From the US records of discussion of US war damage in the Philippines, I got useful information. These works gave estimates of output but had no measure of the war years of Japanese occupation. More important, I studied US data on Philippine war damage that arose out of the work of the Philippine-American War Damage Commission. (The US paid war damage compensation to owners of property damaged during the war after independence.)
I read on the historical writings about the Japanese occupation. Most of them were anecdotal and were related to battles and personages. But disappointingly, there was little hard data.
Historian Teodoro Agoncillo’s well known book about the occupation was more about quoting documents and recounting events and anecdotes committed to historical memory. Benito Legarda Jr.’s recent work was on Filipino sufferings under the cruelties of the occupier’s acts. Certainly, war brings on infinite anguish and immeasurable human grief. It is the economic and physical costs that are quantifiable.
A.V.H. Hartendorp’s recounting of business and economic history – in his book published by the US Chamber of Commerce when he was editing its Philippine journal – was interesting for my purpose in that it collected and published information from documents and he copiously quoted from official sources. He was tuned to data information and that was very helpful.
“Revelation and hiatus.” The result of this work was “The Philippine economy during the Japanese occupation, 1941-1945.” I gave a seminar on this study at the UP School of Economics at which Professor Ricardo Jose of the UP History Department, an expert on the period, commented on my findings. My retired colleague-professors, Amado A. Castro and Agustin Kintanar Jr. also contributed to the discussion.
As a consequence of the seminar, the Philippine National Historical Commission asked to publish the work. Ambeth Ocampo, then head of the commission, wrote me a letter to that effect. None of the staff of the commission followed me up on it. I got fully occupied as my wife suffered a stroke in 2005 and her incapacity required my daily attention for five years until her death in 2010.

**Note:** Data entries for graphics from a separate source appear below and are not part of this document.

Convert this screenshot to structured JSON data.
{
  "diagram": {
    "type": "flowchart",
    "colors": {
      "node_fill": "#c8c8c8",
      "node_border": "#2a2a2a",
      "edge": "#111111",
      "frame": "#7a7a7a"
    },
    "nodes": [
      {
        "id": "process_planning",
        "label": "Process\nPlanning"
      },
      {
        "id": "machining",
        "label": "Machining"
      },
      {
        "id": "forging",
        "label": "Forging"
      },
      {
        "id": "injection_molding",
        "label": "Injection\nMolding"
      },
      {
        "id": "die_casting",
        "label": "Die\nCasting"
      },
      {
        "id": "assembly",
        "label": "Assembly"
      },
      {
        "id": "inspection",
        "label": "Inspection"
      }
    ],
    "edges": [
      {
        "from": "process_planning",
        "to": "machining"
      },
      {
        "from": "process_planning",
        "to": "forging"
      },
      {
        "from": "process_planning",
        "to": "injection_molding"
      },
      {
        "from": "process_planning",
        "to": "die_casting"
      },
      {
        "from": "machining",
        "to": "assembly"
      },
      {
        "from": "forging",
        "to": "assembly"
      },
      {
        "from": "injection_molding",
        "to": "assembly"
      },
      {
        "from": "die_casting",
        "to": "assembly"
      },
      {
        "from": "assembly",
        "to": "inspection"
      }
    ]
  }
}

I shared my paper with Professor Richard W. Hooley, a former colleague at UP, who had moved to the University of Pittsburgh and who continued his research interest on Philippine development. Dick Hooley thought well of my estimates. To provide his own check, he did estimates of his own of the war year output (which he had not done earlier) using his methods and measurement of output on Philippine long term growth. He is one of the few who had truly worked on hard data about the Philippines. And this helped encourage me that I had done a useful study.
Recently, Professor Jeffrey G. Williamson, another former colleague who is a retired Harvard professor of economic history, recently read the paper. His reactions reminded me of Hooley’s. They are colleagues whose opinions I highly regard.

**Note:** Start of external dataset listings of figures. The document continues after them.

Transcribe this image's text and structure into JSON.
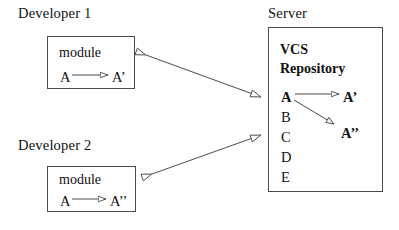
{
  "diagram": {
    "background_color": "#ffffff",
    "line_color": "#4a4a4a",
    "text_color": "#101010"
  },
  "developer1": {
    "caption": "Developer 1",
    "box_title": "module",
    "from_node": "A",
    "to_node": "A’"
  },
  "developer2": {
    "caption": "Developer 2",
    "box_title": "module",
    "from_node": "A",
    "to_node": "A’’"
  },
  "server": {
    "caption": "Server",
    "repo_title_line1": "VCS",
    "repo_title_line2": "Repository",
    "revisions": [
      "A",
      "B",
      "C",
      "D",
      "E"
    ],
    "derived": [
      "A’",
      "A’’"
    ]
  },
  "connectors": {
    "dev1_to_server": "double-headed-arrow",
    "dev2_to_server": "double-headed-arrow",
    "inner_arrow": "open-arrow"
  }
}
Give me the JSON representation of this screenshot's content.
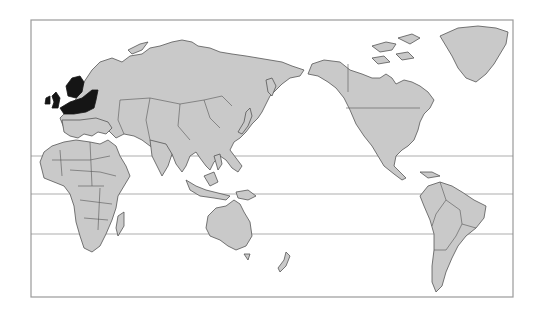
{
  "map": {
    "projection": "Pacific-centered world map",
    "frame": {
      "x": 31,
      "y": 20,
      "width": 482,
      "height": 277
    },
    "reference_lines": [
      {
        "name": "tropic-of-cancer",
        "y": 156
      },
      {
        "name": "equator",
        "y": 194
      },
      {
        "name": "tropic-of-capricorn",
        "y": 234
      }
    ],
    "colors": {
      "land": "#c9c9c9",
      "borders": "#555555",
      "highlight": "#151515",
      "ocean": "#ffffff",
      "frame": "#9a9a9a"
    },
    "highlighted_region": {
      "label": "Northern Europe",
      "areas": [
        "United Kingdom",
        "Ireland",
        "Norway",
        "Sweden",
        "Denmark",
        "Northern Germany",
        "Poland",
        "Baltic States"
      ]
    },
    "regions": [
      "Europe",
      "Asia",
      "Africa",
      "Australia",
      "North America",
      "South America",
      "Greenland",
      "New Zealand"
    ]
  }
}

“Rediscovery.” The UP School of Economics puts on the internet for notice of other scholars all our discussion papers. Eventually, the paper would get serious notice from other sources.
One day, Marcel Boldorf, a professor at the University of Ruhr-Bochum working on World War II economic issues in Europe, and Geoff Huff, an Oxford scholar researching on Japanese war financing in Southeast Asia, thought of organizing an economic history conference on the German and Japanese occupations of countries in Europe and in Asia. They asked if I could present my study in their planned conference.
The plan was to hold the meeting in South Africa. That gave me visions of wild animals – elephants, lions, giraffes, wildebeests, rhinos and hypos – roaming the savannahs. But the plan came out to be implemented as part of a joint conference of the European and Japanese business history professional associations in Paris last week. The change in vision and experience is drastic, but who would not want to be in Paris at any time?